The government on Thursday registered its opposition over maintainability of a PIL in the Delhi High Court seeking to restrain candidates defeated in a Lok Sabha election from contesting the Rajya Sabha polls.
"Such kind of petitions are not maintainable. There are Supreme Court order also in this regard," the government told a bench of justices G S Sistani and Vinod Goel.
The bench also raised a question on the locus of the petitioner, who contended that candidates defeated in Lok Sabha polls should not be nominated to the Upper House.
It asked the petitioner, Satya Narayan Prasad, "do you know anyone who has been made Member of Parliament of Rajya Sabha after losing a Lok Sabha election?
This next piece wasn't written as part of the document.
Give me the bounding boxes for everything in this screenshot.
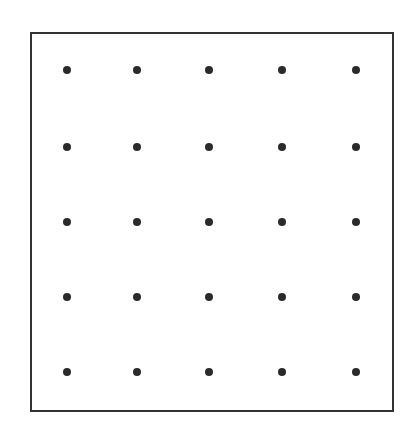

Even they (MPs) have not been made party in your writ petition."
The court, however, listed the matter for further hearing on April 10. The petitioner, who claims to be a social activist, has moved the court saying that India being a democracy and the people being supreme, "it is a misfortune that politicians who are defeated in the general elections are nominated to the Upper House".
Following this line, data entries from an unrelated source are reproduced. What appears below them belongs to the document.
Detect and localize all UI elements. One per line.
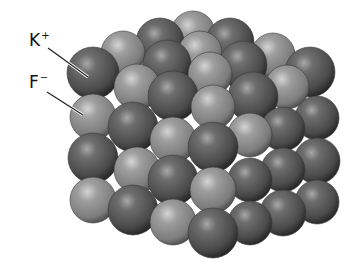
potassium-ion-sphere (67, 47, 119, 99)
potassium-ion-sphere (68, 133, 118, 183)
label-potassium-charge: + (41, 30, 49, 41)
potassium-ion-sphere (188, 208, 238, 258)
label-potassium-symbol: K (29, 30, 40, 50)
label-potassium-ion: K+ (29, 31, 50, 49)
potassium-ion-sphere (148, 155, 198, 205)
label-fluoride-charge: − (40, 72, 48, 83)
lattice-spheres (0, 0, 353, 268)
fluoride-ion-sphere (190, 167, 236, 213)
label-fluoride-ion: F− (29, 73, 48, 91)
label-fluoride-symbol: F (29, 72, 39, 92)
kf-crystal-lattice-diagram: K+ F− (0, 0, 353, 268)
ion-spheres-group (67, 11, 340, 258)
potassium-ion-sphere (148, 71, 198, 121)
potassium-ion-sphere (188, 122, 238, 172)
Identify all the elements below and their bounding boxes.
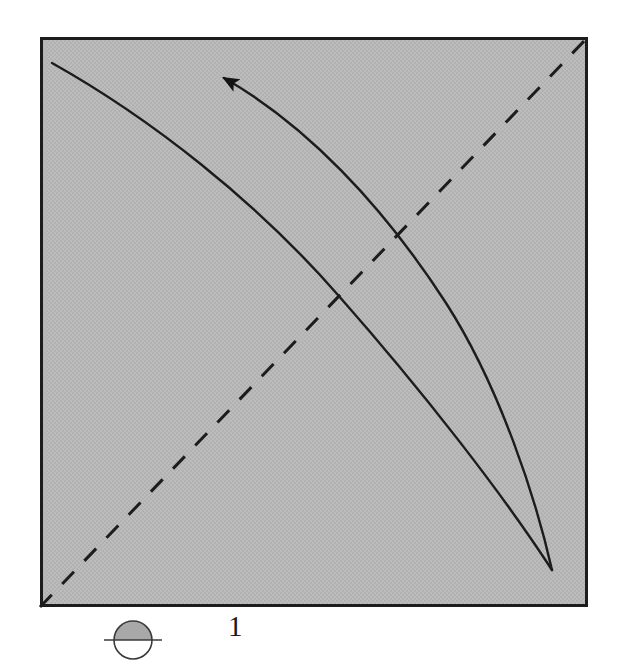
half-shaded-circle-icon: [104, 621, 162, 659]
circle-lower-half-fill: [114, 640, 152, 659]
figure-canvas: [0, 0, 629, 670]
figure-container: 1: [0, 0, 629, 670]
circle-upper-half-fill: [114, 621, 152, 640]
figure-label: 1: [228, 612, 243, 641]
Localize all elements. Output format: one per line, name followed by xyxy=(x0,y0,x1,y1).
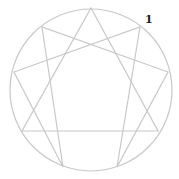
enneagram-diagram: 1 xyxy=(0,0,179,179)
outer-circle xyxy=(10,9,172,171)
point-label-1: 1 xyxy=(145,13,153,26)
enneagram-figure xyxy=(0,0,179,179)
hexad-lines xyxy=(14,27,168,167)
inner-triangle xyxy=(22,8,158,131)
Seeking a direction to the Ministry of Law and Justice and the Election Commission of India, the petitioner has said "any candidate who contested Lok Sabha election and has been defeated, he be declared disqualified for being an MP. Such candidates cannot be nominated or allowed to contest in Rajya Sabha election".
Pleading for special rules to bar leaders who have lost Lok Sabha polls from contesting in Rajya Sabha election, the petitioner said action should be taken against those concerned who have "wrongly nominated such disqualified candidates for membership in Parliament".
While candidates are elected to Lok Sabha directly by the people, members of Rajya Sabha are elected by the elected members of state assemblies in accordance with the system of proportional representation by means of single transferable vote.